SHREWSBURY FILM SOCIETY

Film Notes: Summer 1993

DirectorCarla Simón
CountrySpain
Year2017

Summer 1993 marks the debut feature by Catalan writer-director Carla Simon, drawing intimately on her own childhood experience of losing both parents to AIDS. It premiered at the Berlin International Film Festival (2017), where it won the Grand Prix of the Generation Kplus International Jury and took Best First Feature. The film also earned major accolades in Spain—including Best New Director, Best Screenplay, and supporting acting awards at the Goyas and Gaudí ceremonies. Spain submitted it for Best Foreign Language Film at the 2018 Academy Awards.

Six-year-old Frida (Laia Artigas) is uprooted from her home in Barcelona following her parents’ deaths, sent to spend the summer with her aunt, uncle, and cousin in rural Catalonia. Initially quiet, distant, and emotionally opaque, she struggles to process her loss while adapting to the pastoral world of chickens, forests, and festivals. Her grief oscillates between a yearning for normal childhood play and overwhelming sorrow, manifesting in acts like presenting cigarettes as gifts for her deceased mother or demanding the car pull over to fix her hair—a blend of innocence and unbearable loneliness. Over time, Frida tentatively connects with her new family, but the film resists tidy resolution, instead locating its emotional depth in lived, lingering presence.

Laia Artigas delivers an extraordinary, naturalistic debut as Frida. Her emotions emerge through physical expressions—pensiveness, mischief, sudden tears—rather than dialogue, making the interior life of a grieving child profoundly vivid. Bruna Cusí (Aunt Marga) and David Verdaguer (Uncle Esteve) embody gentle, searching guardianship—balancing compassion with the limits of familial understanding. Young Paula Robles as Frida’s cousin, Anna, brings authenticity and playfulness, allowing Frida to momentarily inhabit a different role—sometimes mother, sometimes rival—adding emotional complexity through their unpredictable bond.

This is not a drama about AIDS—it is an intimate portrait of grief filtered through childhood, its opacity and contradictions. Frida’s emotional immaturity underlies moments of profound truth—when she prays to the Virgin Mary, offering cigarettes and dresses she imagines will reach her absent mother, or when she misbehaves to provoke a reaction, desperate for connection.

Simon’s tone is subtle yet emotionally rich. The film’s pacing is languid, evoking the stretched-out summers of childhood—days alternating between boredom, play, and sudden emotional ruptures. The grief is quietly devastating, unornamented—a slow ache rather than melodramatic catharsis.

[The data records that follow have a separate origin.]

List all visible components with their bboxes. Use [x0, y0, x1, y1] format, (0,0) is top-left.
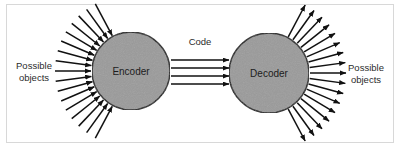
right-possible-objects-label: Possible — [348, 62, 384, 73]
arrow — [297, 103, 322, 129]
arrow — [87, 9, 108, 38]
arrow — [288, 5, 305, 37]
arrow — [310, 79, 346, 84]
arrow — [95, 106, 112, 138]
right-possible-objects-label-line2: objects — [351, 74, 381, 85]
diagram-canvas: Encoder Decoder Code Possible objects Po… — [0, 0, 400, 147]
arrow — [56, 76, 92, 81]
arrow — [288, 109, 305, 141]
arrow — [301, 25, 329, 48]
left-possible-objects-label-line2: objects — [19, 72, 49, 83]
code-channel-arrows — [171, 60, 229, 84]
arrow — [304, 33, 335, 52]
arrow — [297, 17, 322, 43]
arrow — [87, 103, 108, 132]
arrow — [293, 106, 314, 135]
arrow — [95, 4, 112, 36]
left-possible-objects-label: Possible — [16, 60, 52, 71]
arrow — [66, 92, 97, 111]
arrow — [56, 61, 92, 66]
arrow — [310, 63, 346, 68]
code-label: Code — [189, 36, 212, 47]
arrow — [293, 11, 314, 40]
decoder-node-label: Decoder — [250, 68, 288, 79]
arrow — [304, 94, 335, 113]
arrow — [301, 99, 329, 122]
encoder-node-label: Encoder — [112, 66, 150, 77]
encoder-decoder-diagram: Encoder Decoder Code Possible objects Po… — [0, 0, 400, 147]
arrow — [66, 32, 97, 51]
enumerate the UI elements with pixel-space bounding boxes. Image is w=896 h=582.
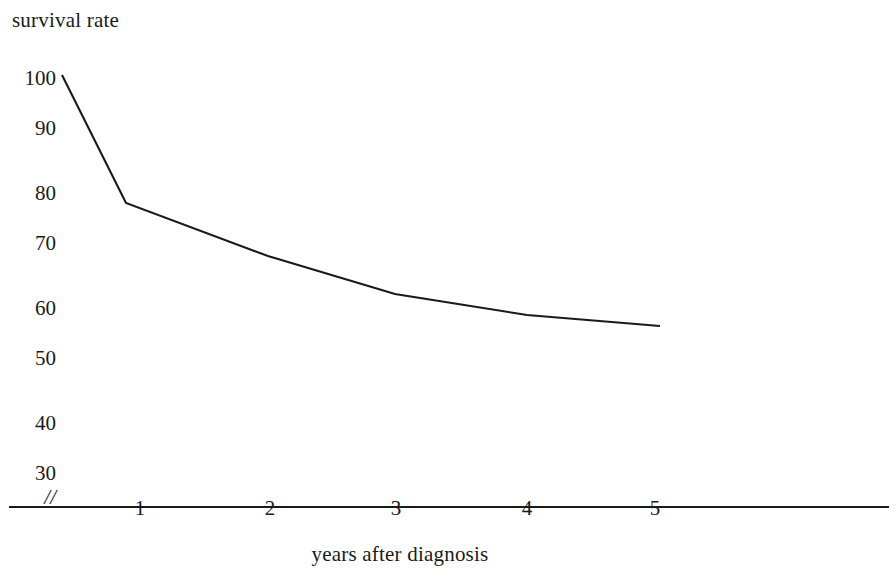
x-axis-tick-label: 1: [120, 498, 160, 519]
x-axis-tick-label: 5: [635, 498, 675, 519]
survival-rate-chart: survival rate 100 90 80 70 60 50 40 30 /…: [0, 0, 896, 582]
x-axis-tick-label: 2: [250, 498, 290, 519]
plot-area: [0, 0, 896, 582]
x-axis-title-wrapper: years after diagnosis: [0, 542, 896, 566]
x-axis-tick-label: 3: [376, 498, 416, 519]
survival-rate-line: [62, 75, 660, 326]
x-axis-title: years after diagnosis: [312, 542, 489, 566]
x-axis-tick-label: 4: [507, 498, 547, 519]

Cinematographer Santiago Racaj frames the world from Frida’s eye level. Adults loom outside the frame; environments—vegetable gardens, forests, butchers’ shops—become fresh and disorienting vignettes of her inner perception.

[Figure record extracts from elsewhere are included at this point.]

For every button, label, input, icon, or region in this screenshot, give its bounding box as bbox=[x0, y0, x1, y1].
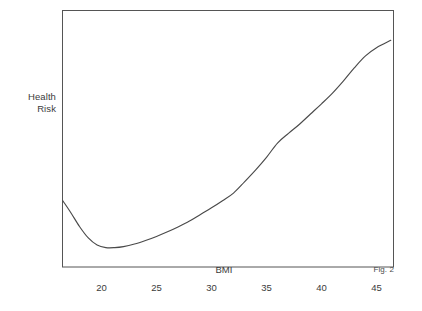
figure-container: Health Risk BMI Fig. 2 202530354045 bbox=[0, 0, 422, 311]
x-tick-label-45: 45 bbox=[364, 282, 390, 293]
x-tick-label-35: 35 bbox=[254, 282, 280, 293]
x-axis-label: BMI bbox=[206, 264, 242, 276]
y-axis-label-line-2: Risk bbox=[8, 103, 56, 115]
x-tick-label-25: 25 bbox=[144, 282, 170, 293]
x-tick-label-30: 30 bbox=[199, 282, 225, 293]
x-tick-label-20: 20 bbox=[89, 282, 115, 293]
y-axis-label: Health Risk bbox=[8, 91, 56, 115]
y-axis-label-line-1: Health bbox=[8, 91, 56, 103]
x-tick-label-40: 40 bbox=[309, 282, 335, 293]
figure-caption: Fig. 2 bbox=[356, 264, 394, 276]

The film unfolds episodically, with scenes captured as memories of emotional texture rather than narrative points—summer camps, meals, rituals, teasing, shrines. Its approach resembles a memory without neat closure, culminating in a tender moment of release when Frida can finally cry amid laughter with her new family.

Summer 1993 belongs to a wave of authentic childhood dramas—like Carax’s Cría cuervos—that allow grief to exist without explanation. It highlights adoptee and orphan perspectives—those who must reconcile loss with the urgent desire to belong. Its fine-grained realism heralds a new generation of autonomous Spanish language filmmaking, blending the political and deeply personal.

Summer 1993 is cinema that awaits on tiptoe: quiet, looking, listening, allowing us to inhabit a child’s grief without sentimentality. Carla Simon’s directorial eye gives us a world that feels textured, real, and emotionally unedited. Frida’s fractured journey—of yearning, acting out, learning to trust—echoes long after the credits. It is a masterclass in empathetic, minimalist storytelling: heartbreaking and life-affirming in equal measure.